As for the 'easier to use' comment, I would say that the point is that they are different, and if you know one, there will be an overhead in learning the other.

Cebjyre
Also, correct ansi support for group by, automatic timestamp columns, MUCH simpler paging...
Joel Coehoorn
MySQL's timezone support is significantly broken, I don't think that's a useful feature. Do it in the application instead.
MarkR
I haven't had any problems with timezone support, could you go into some more details or provide a link please?
Cebjyre
A: 

@Cebjyre. The IDE whether Enterprise Manager or Management Studio is better than anything I have seen so far for MySQL. I say 'easier to use' because I can do many things in MSSQL where MySQL has no counterparts. In MySQL I have no idea how to tune the queries by simply looking at the query plan or looking at the statistics. The index tuning wizard in MSSQL takes most of the guess work on what indexes are missing or misplaced.

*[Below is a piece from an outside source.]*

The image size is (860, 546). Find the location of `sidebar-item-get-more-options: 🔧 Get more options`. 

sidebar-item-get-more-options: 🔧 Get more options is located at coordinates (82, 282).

One shortcoming of MySQL is there's no max size for a database. The database would just increase in size till it fills up the disk. Imagine if this disk is sharing databases with other users and suddenly all of their queries are failing because their databases can't grow. I have reported this issue to MySQL long time ago. I don't think it's fixed yet.

Abdu
On the other hand, I've been annoyed by the management studio console not respecting undo properly (it's possible to have a valid query that it chokes on, because it doesn't realise the text has been updated), and the lack of tab-expansion (compared to mysql shell). There are minuses on both sides.
Cebjyre
A: 

Serious downgrade, if you are switching from MSSQL to a free RDBMS, try something with a similar feature set like PostgreSQL rather than something closer to MS ACCESS than MSSQL.

james2vegas
A: 

Spending some time working with MySQL from the MSSQL to MySQL syntax POV I kept finding myself limited in what I could do.

There are bizzare limits on updating a table while refrencing the same table during an update.

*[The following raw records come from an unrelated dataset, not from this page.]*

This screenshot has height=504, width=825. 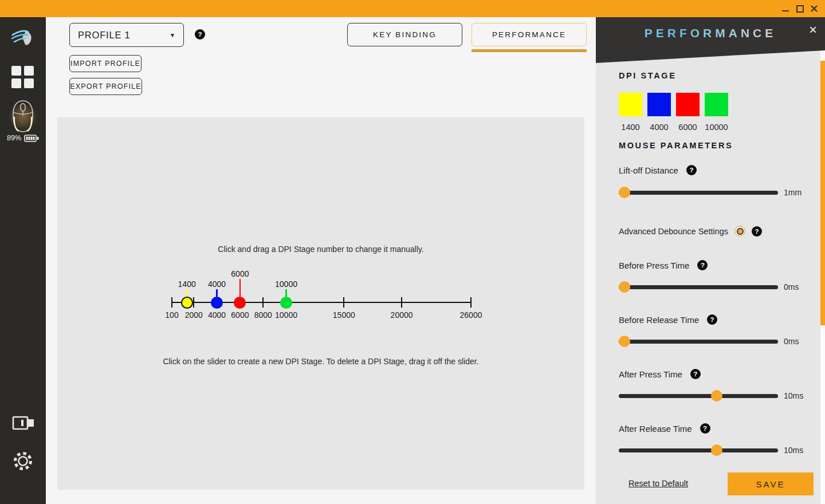 What do you see at coordinates (105, 64) in the screenshot?
I see `import-profile-button: IMPORT PROFILE` at bounding box center [105, 64].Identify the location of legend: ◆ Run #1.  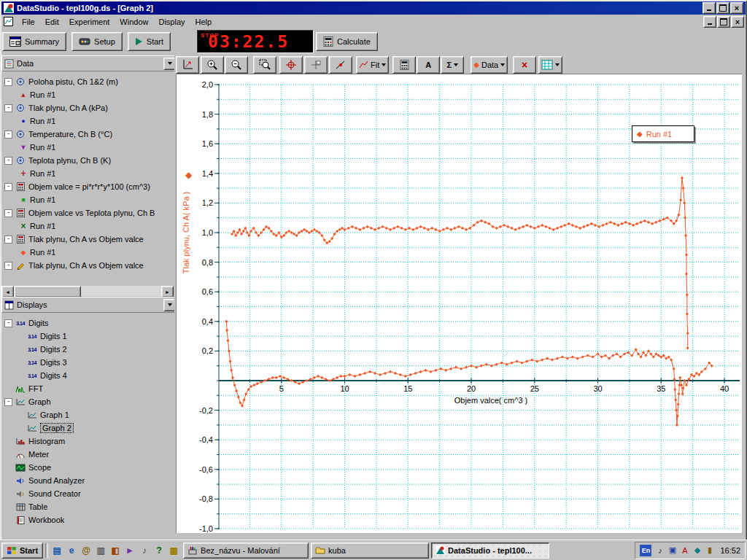
(663, 134).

Additionally UPDATE FROM does not work and last time I checked they don't support the Oracle MERGE INTO syntax either. This was a show stopper for me and I stopped thinking I would get anywhere with MySQL after that.

+1  A: 

Everything in MySQL seems to be done closer to the metal than in MSSQL, And the documentation treats it that way. Especially for optimization, you'll need to understand how indexes, system configuration, and the optimizer interact under various circumstances.

The "optimizer" is more a parser. In MSSQL your query plan is often a surprise (usually good, sometimes not). In MySQL, it pretty much does what you asked it to do, the way you expected it to. Which means you yourself need to have a deep understanding of the various ways it might be done.

Not built around a good TRANSACTION model.

File-system setup is your problem.

All the database configuration is your problem - especially various cache sizes.

Sometimes it seems best to think of it as an ad-hoc, glorified isam. Codd and Date don't carry much weight here. They would say it with no embarrassment.

le dorfier
A: 

Both are DBMS's Product Sql server is an commercial application while MySql is an opensouces application.Both the product include similar feature,however sql server should be used for an enterprise solution ,while mysql might suit a smaller implementation.if you need feature like recovery,replication,granalar security and significant,you need sql server

MySql takes up less spaces on disk, and uses less memory and cpu than does sql server

prince
A: 

Lots of comments here sound more like religious arguments than real life statements. I've worked for years with both MySQL and MSSQL and both are good products. I would choose MySQL mainly based on the environment that you are working on. Most open source projects use MySQL, so if you go into that direction MySQL is your choice. If you develop something with .Net I would choose MSSQL, not because it's much better, but just cause that is what most people use. I'm actually currently on a Project that uses ASP.NET with MySQL and C#. It' works perfectly fine.